An Avoidable Tragedy: Long Kesh 1981
Deaglán de Bréadún
Every year I am assigned with colleagues to peruse the newly-released State Papers. It’s a pity to have to absent oneself from the current political scene for a while, especially when there is so much happening in the contemporary world. But it is also quite informative to read through the internal government documents of yesteryear and you frequently gain a fresh insight into events that, in the present writer’s case, you actually lived through.
As expected there is a mountain of documentation on the Maze/Long Kesh hunger-strike. I have already filed a post on this issue but it is worth taking a second bite at the cherry.
The first thing that should be said is this: Hunger-striking is a deadly and fearsome act. You damage yourself and bring pain to all your loved ones. It is not something to be embarked upon lightly. It is generally accepted that even the IRA leadership did not want their associates in the H-Blocks to set out on that fateful fast. Hunger-striking is an action that is very hard to justify under most circumstances.
The Long Kesh hunger-strike was somewhat different from other such fasts one has read about. The prisoners were not being oppressed in the normal sense, as conditions appear to have been good for conforming inmates. The problem here was the denial/withdrawal of political status, exemplified primarily in the right to wear one’s own clothes at all times.
There was a document in the Irish archive about a senior Vatican diplomat expressing wonderment to a British representative that Her Majesty’s Government would not allow the prisoners to wear what they liked. What was the big deal?
Perhaps it was a reflection of the obsession with status in British society which was then mirrored by a counter-obsession on the part of the prisoners.
There has been controversy over the visit by Father John Magee, the Pope’s Secretary, to Bobby Sands, shortly before the IRA prisoner died. An internal British document – the claim is also reported in the Irish archive – tells us Fr Magee informed the British Secretary of State for Northern Ireland, Humphrey Atkins, that Sands was prepared to suspend his fast for five days to allow direct negotiations.
The reaction of republicans has been shock and denial. They insist their friend Bobby would never have offered a concession like that. But what’s the big deal?
Sands was insisting on fellow-prisoners being present (IRA commanders in the Maze), the document states. So that bit of what one might call republican protocol was being preserved. He would have had direct negotiations with the British – a major propaganda coup. Even if the talks fell through, he would still have emerged a winner and might even have come through the whole thing alive. As an aside, one can say that a person of his determination and strong will could have made a significant contribution to the peace process and subsequent political developments.
Fr Magee gave what amounted to an order from the Pope of Rome that Sands should give up his fast. That has to have made a strong impression on a young Belfast Catholic, unversed in the ways of the world and in a very weak state physically. It is amazing that he did not obey.
But it may have been as a concession to the head of his church – a personage regarded as infallible in matters of faith and morals – that he offered to suspend his fast in return for direct talks.
Atkins turned down the offer. HMG could not be seen to be in direct public talks with an IRA man. Status again.
Yet we know that the British were in direct contact with senior republicans through the later-to-be-famous Michael Oatley. We know that even Margaret Thatcher was not as hardline in private as she proclaimed herself in public.
There was a serious lack of trust, arising from the previous hunger-strike of 1980 where the prisoners thought they had won the right to wear their own clothes but, in fact, were offered “civilian-type” clothing. The republicans were all over the place and pretty confused, judging from the documents. Securing Red Cross or European Commission of Human Rights intervention would have been an international propaganda victory; haggling over any issue other than clothing was essentially irrelevant.
There is controversy, too, over last-minute contacts between the British and the republicans shortly before Joe McDonnell died in early July. A row has been going on for years now as to whether or not the republican leadership turned down an offer that was acceptable to the prisoners, so that Sinn Fein’s Owen Carron would retain the Westminster seat won by Bobby Sands. This argument will probably never be settled, as there are differing political perspectives as well as contrasting versions of events involved.
Now we have the Boston College imbroglio. Republican and loyalist activists gave interviews about their past deeds on the basis that these would not be published in their lifetimes. This promise now appears to have proven unsustainable, at least in the case of one interviewee.
The past may be another country but we keep making involuntary visits there.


Work out how many lines of the records contain "Activity". Answer with the number and nothing else.

Data records for software interfaces
# # # #

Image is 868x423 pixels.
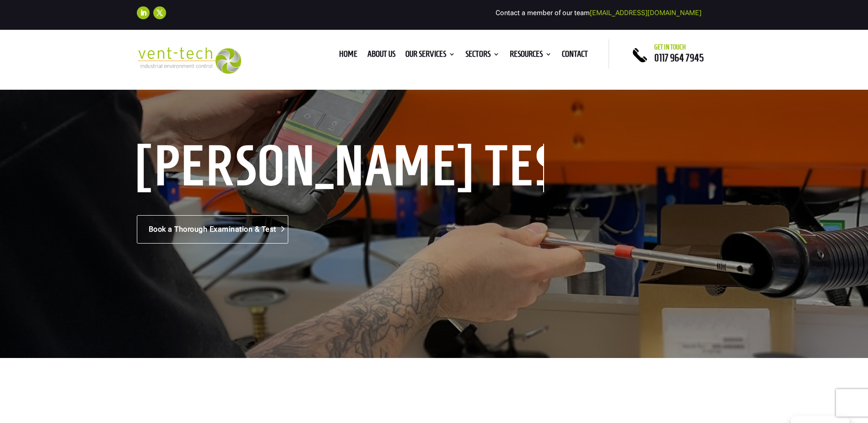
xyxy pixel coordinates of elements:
img: 2023-09-27T08_35_16.549ZVENT-TECH---Clear-background [136,47,242,74]
a: Contact [562,51,588,61]
span: Get in touch [654,44,686,51]
a: Book a Thorough Examination & Test [136,215,289,243]
a: [EMAIL_ADDRESS][DOMAIN_NAME] [590,9,701,17]
a: Home [339,51,357,61]
a: 0117 964 7945 [654,52,703,63]
a: Follow on X [154,6,166,20]
a: Follow on LinkedIn [136,6,150,20]
a: Our Services [406,51,455,61]
a: Resources [510,51,551,61]
a: Sectors [466,51,500,61]
h1: [PERSON_NAME] Testing [136,144,544,192]
a: About us [367,51,395,61]
span: Contact a member of our team [495,9,701,17]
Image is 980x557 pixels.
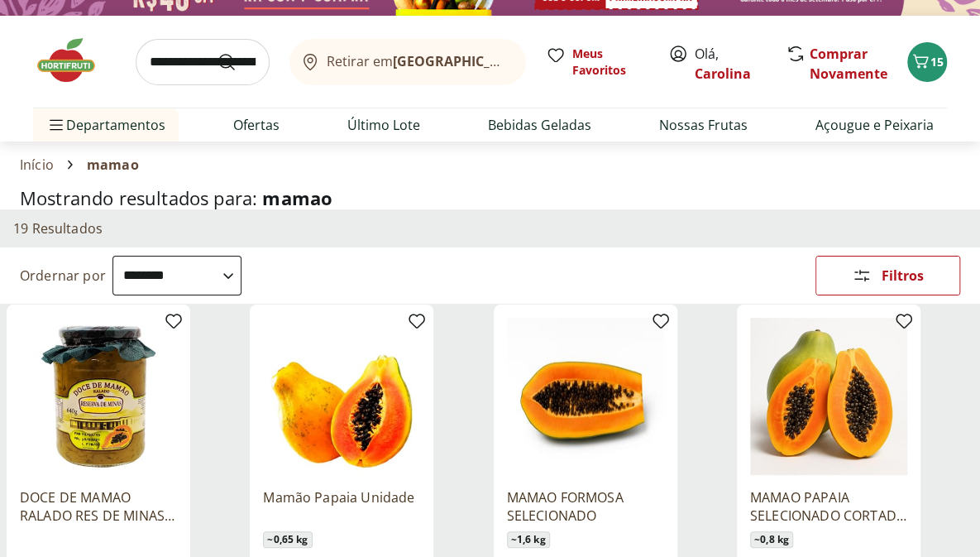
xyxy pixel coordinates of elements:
[852,266,872,286] svg: Abrir Filtros
[908,42,947,82] button: Carrinho
[816,256,960,295] button: Filtros
[262,185,332,210] span: mamao
[507,488,664,525] a: MAMAO FORMOSA SELECIONADO
[87,158,139,172] span: mamao
[695,65,751,83] a: Carolina
[816,115,934,135] a: Açougue e Peixaria
[750,488,908,525] a: MAMAO PAPAIA SELECIONADO CORTADO KG
[488,115,591,135] a: Bebidas Geladas
[13,220,102,238] h2: 19 Resultados
[290,39,526,85] button: Retirar em[GEOGRAPHIC_DATA]/[GEOGRAPHIC_DATA]
[20,488,177,525] a: DOCE DE MAMAO RALADO RES DE MINAS 640G
[263,531,311,548] span: ~ 0,65 kg
[507,531,550,548] span: ~ 1,6 kg
[348,115,420,135] a: Último Lote
[810,45,888,83] a: Comprar Novamente
[263,488,420,525] a: Mamão Papaia Unidade
[46,105,66,145] button: Menu
[572,46,649,78] span: Meus Favoritos
[20,158,53,172] a: Início
[882,269,924,282] span: Filtros
[750,531,793,548] span: ~ 0,8 kg
[546,46,649,78] a: Meus Favoritos
[327,53,509,69] span: Retirar em
[136,39,269,85] input: search
[507,318,664,475] img: MAMAO FORMOSA SELECIONADO
[20,188,960,208] h1: Mostrando resultados para:
[217,53,256,72] button: Submit Search
[233,115,280,135] a: Ofertas
[750,318,908,475] img: MAMAO PAPAIA SELECIONADO CORTADO KG
[695,44,768,84] span: Olá,
[931,53,944,70] span: 15
[393,53,672,71] b: [GEOGRAPHIC_DATA]/[GEOGRAPHIC_DATA]
[20,318,177,475] img: DOCE DE MAMAO RALADO RES DE MINAS 640G
[20,267,106,285] label: Ordernar por
[46,105,165,145] span: Departamentos
[33,35,116,85] img: Hortifruti
[263,318,420,475] img: Mamão Papaia Unidade
[659,115,748,135] a: Nossas Frutas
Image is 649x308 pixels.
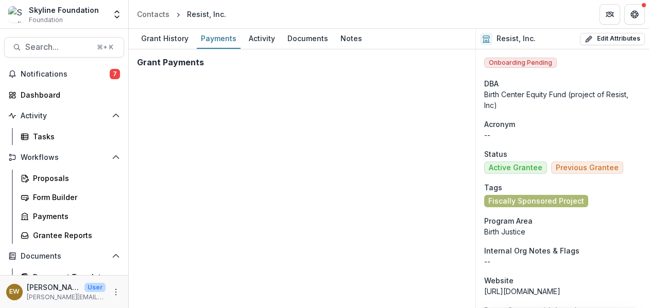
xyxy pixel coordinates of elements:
p: -- [484,130,640,141]
span: Foundation [29,15,63,25]
p: Birth Justice [484,226,640,237]
a: Contacts [133,7,173,22]
span: Onboarding Pending [484,58,556,68]
span: Search... [25,42,91,52]
div: Birth Center Equity Fund (project of Resist, Inc) [484,89,640,111]
p: -- [484,256,640,267]
nav: breadcrumb [133,7,230,22]
span: Status [484,149,507,160]
span: Documents [21,252,108,261]
button: Open Documents [4,248,124,265]
div: Tasks [33,131,116,142]
span: Activity [21,112,108,120]
a: Form Builder [16,189,124,206]
a: Payments [16,208,124,225]
a: Tasks [16,128,124,145]
div: ⌘ + K [95,42,115,53]
span: Active Grantee [488,164,542,172]
span: Workflows [21,153,108,162]
div: Contacts [137,9,169,20]
img: Skyline Foundation [8,6,25,23]
p: [PERSON_NAME][EMAIL_ADDRESS][DOMAIN_NAME] [27,293,106,302]
p: User [84,283,106,292]
button: Edit Attributes [580,33,644,45]
button: More [110,286,122,299]
div: Payments [33,211,116,222]
button: Open entity switcher [110,4,124,25]
div: Activity [244,31,279,46]
span: Program Area [484,216,532,226]
a: Grantee Reports [16,227,124,244]
div: Form Builder [33,192,116,203]
button: Notifications7 [4,66,124,82]
span: Previous Grantee [555,164,618,172]
a: Notes [336,29,366,49]
a: Grant History [137,29,193,49]
div: Notes [336,31,366,46]
div: Dashboard [21,90,116,100]
a: Dashboard [4,86,124,103]
div: Proposals [33,173,116,184]
h2: Grant Payments [137,58,204,67]
a: Proposals [16,170,124,187]
div: Eddie Whitfield [9,289,20,295]
button: Get Help [624,4,644,25]
div: Skyline Foundation [29,5,99,15]
a: Payments [197,29,240,49]
div: Grant History [137,31,193,46]
div: Grantee Reports [33,230,116,241]
span: Acronym [484,119,515,130]
a: Activity [244,29,279,49]
span: DBA [484,78,498,89]
div: Documents [283,31,332,46]
button: Open Workflows [4,149,124,166]
span: Fiscally Sponsored Project [488,197,584,206]
span: Website [484,275,513,286]
span: Notifications [21,70,110,79]
a: Document Templates [16,269,124,286]
span: Internal Org Notes & Flags [484,246,579,256]
p: [PERSON_NAME] [27,282,80,293]
button: Partners [599,4,620,25]
span: Tags [484,182,502,193]
button: Search... [4,37,124,58]
span: 7 [110,69,120,79]
div: Document Templates [33,272,116,283]
div: Resist, Inc. [187,9,226,20]
h2: Resist, Inc. [496,34,535,43]
button: Open Activity [4,108,124,124]
a: [URL][DOMAIN_NAME] [484,287,560,296]
a: Documents [283,29,332,49]
div: Payments [197,31,240,46]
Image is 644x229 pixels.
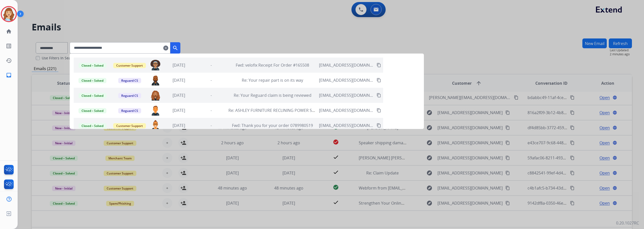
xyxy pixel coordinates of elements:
span: Closed – Solved [78,63,107,68]
span: Closed – Solved [78,78,107,83]
mat-icon: clear [163,45,168,51]
img: agent-avatar [150,105,161,115]
img: avatar [2,7,16,21]
span: Re: ASHLEY FURNITURE RECLINING POWER SOFA [228,107,319,113]
span: [EMAIL_ADDRESS][DOMAIN_NAME] [319,107,374,113]
span: [DATE] [173,123,185,128]
span: Closed – Solved [78,93,107,98]
span: Customer Support [113,123,146,128]
span: Customer Support [113,63,146,68]
mat-icon: search [172,45,178,51]
span: [EMAIL_ADDRESS][DOMAIN_NAME] [319,92,374,98]
span: [DATE] [173,93,185,98]
span: [EMAIL_ADDRESS][DOMAIN_NAME] [319,62,374,68]
mat-icon: history [6,57,12,64]
img: agent-avatar [150,75,161,86]
span: - [211,123,212,128]
span: [EMAIL_ADDRESS][DOMAIN_NAME] [319,123,374,128]
p: 0.20.1027RC [616,220,639,226]
span: Reguard CS [118,93,141,98]
mat-icon: content_copy [376,123,381,127]
mat-icon: list_alt [6,43,12,49]
mat-icon: content_copy [376,93,381,98]
span: [DATE] [173,78,185,83]
span: Reguard CS [118,78,141,83]
mat-icon: inbox [6,72,12,78]
mat-icon: content_copy [376,63,381,67]
span: Fwd: velofix Receipt For Order #165508 [235,62,309,68]
span: [DATE] [173,107,185,113]
span: Closed – Solved [78,123,107,128]
mat-icon: content_copy [376,108,381,113]
img: agent-avatar [150,90,161,101]
span: Fwd: Thank you for your order 0789980519 [232,123,313,128]
mat-icon: content_copy [376,78,381,82]
span: Re: Your repair part is on its way [242,78,303,83]
span: - [211,107,212,113]
mat-icon: home [6,29,12,34]
span: Reguard CS [118,108,141,113]
span: - [211,78,212,83]
span: Re: Your Reguard claim is being reviewed [234,93,311,98]
span: [EMAIL_ADDRESS][DOMAIN_NAME] [319,77,374,83]
span: - [211,93,212,98]
span: - [211,62,212,68]
img: agent-avatar [150,120,161,131]
img: agent-avatar [150,60,161,70]
span: Closed – Solved [78,108,107,113]
span: [DATE] [173,62,185,68]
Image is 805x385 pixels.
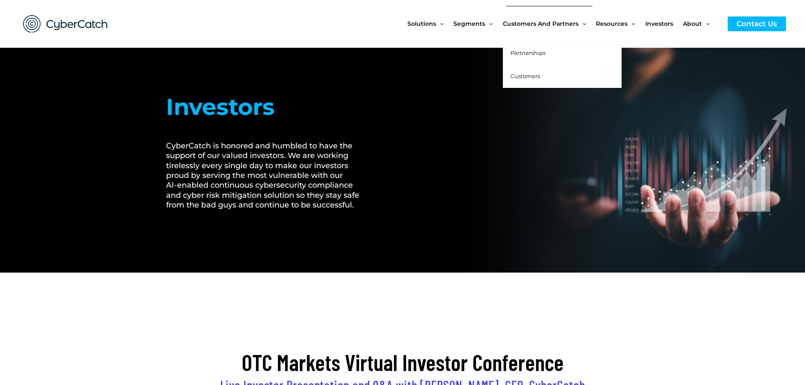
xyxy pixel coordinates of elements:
[408,6,436,41] span: Solutions
[166,348,640,377] h2: OTC Markets Virtual Investor Conference
[503,65,622,88] a: Customers
[436,6,444,41] span: Menu Toggle
[408,6,720,41] nav: Site Navigation: New Main Menu
[511,49,546,56] span: Partnerships
[683,6,702,41] span: About
[511,73,540,79] span: Customers
[596,6,628,41] span: Resources
[628,6,635,41] span: Menu Toggle
[485,6,493,41] span: Menu Toggle
[579,6,586,41] span: Menu Toggle
[503,41,622,65] a: Partnerships
[702,6,710,41] span: Menu Toggle
[15,6,116,41] img: CyberCatch
[503,6,579,41] span: Customers and Partners
[728,16,786,31] a: Contact Us
[166,90,369,124] h1: Investors
[646,6,673,41] span: Investors
[166,141,369,211] h2: CyberCatch is honored and humbled to have the support of our valued investors. We are working tir...
[454,6,485,41] span: Segments
[646,6,683,41] a: Investors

# # # #

# Exercise output:
4